🤖 AI Summary
This work identifies a fundamental flaw in Grad-ECLIP: its explanation path is essentially equivalent to existing attention mechanisms yet fails to faithfully reflect the behavior of the original model. To address this, we propose Attention-ECLIP—an equivalent but more concise alternative—and establish two core principles for model interpretability: faithfulness and consistency. Through formal derivation, attention analysis, and comprehensive comparative experiments, we demonstrate that Grad-ECLIP is not a novel method and yields unreliable explanations. In contrast, Attention-ECLIP achieves computational efficiency while generating explanations that align consistently with the model’s actual decision-making process.
📝 Abstract
Grad-ECLIP is published at ICML 2024 and represents a new Transformer interpretation technical route (intermediate features-based). First, this paper demonstrates that the intermediate features-based technical route is not a novel one. Based on the existing attention-based route, we have developed Attention-ECLIP, which is completely equivalent to Grad-ECLIP but with simpler computation. Both through formal derivation and experimental validation, we prove that the intermediate feature-based route represented by Grad-ECLIP is actually an equivalent variant of the attention-based route.

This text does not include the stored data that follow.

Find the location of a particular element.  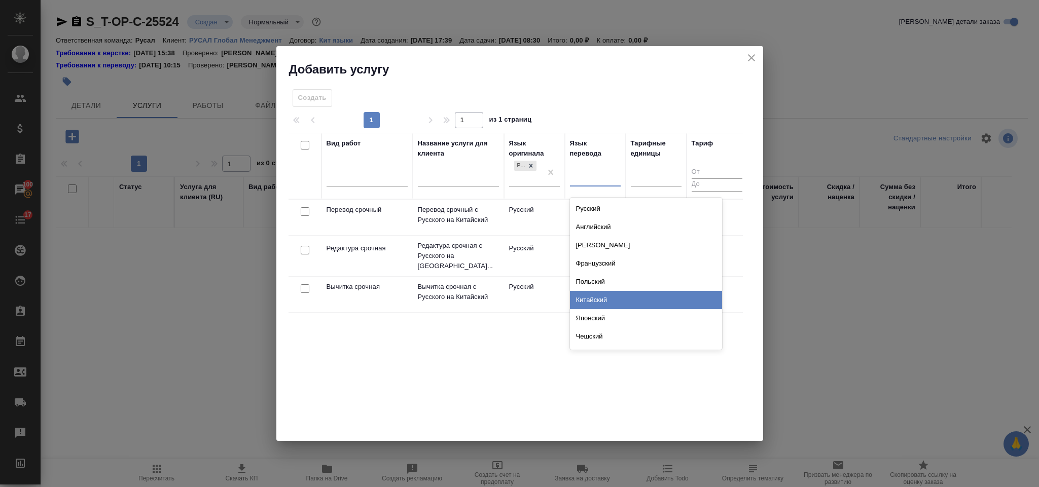

div: Японский is located at coordinates (646, 318).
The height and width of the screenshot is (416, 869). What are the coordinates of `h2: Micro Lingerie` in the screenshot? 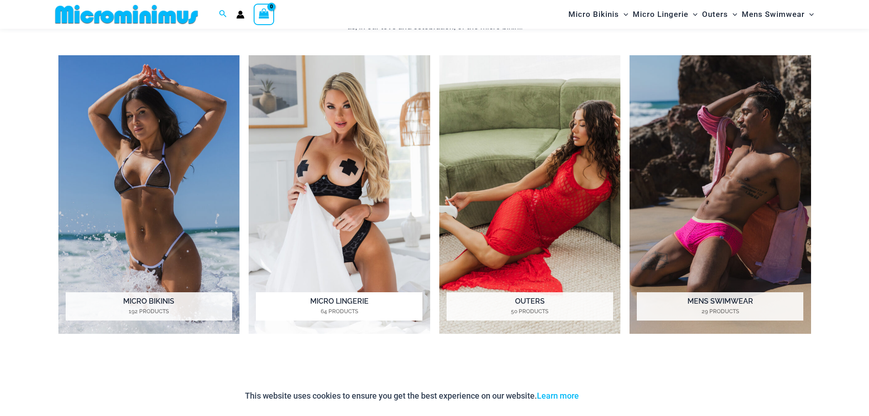 It's located at (339, 306).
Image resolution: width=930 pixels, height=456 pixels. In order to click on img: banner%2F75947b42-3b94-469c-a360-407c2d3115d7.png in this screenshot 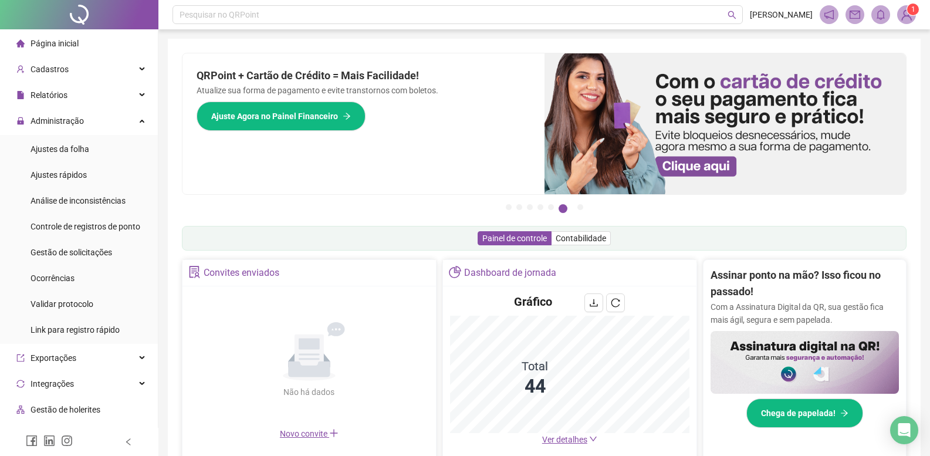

Next, this paper demonstrates that the Grad-ECLIP method is flawed. The model interpretation results obtained by Grad-ECLIP are not those of the original model, and the interpretation results are misaligned with the model's performance. We analyze the causes of Grad-ECLIP's flaws and propose, or rather, explicitly emphasize two fundamental principles that model interpretation should adhere to in order to avoid similar errors.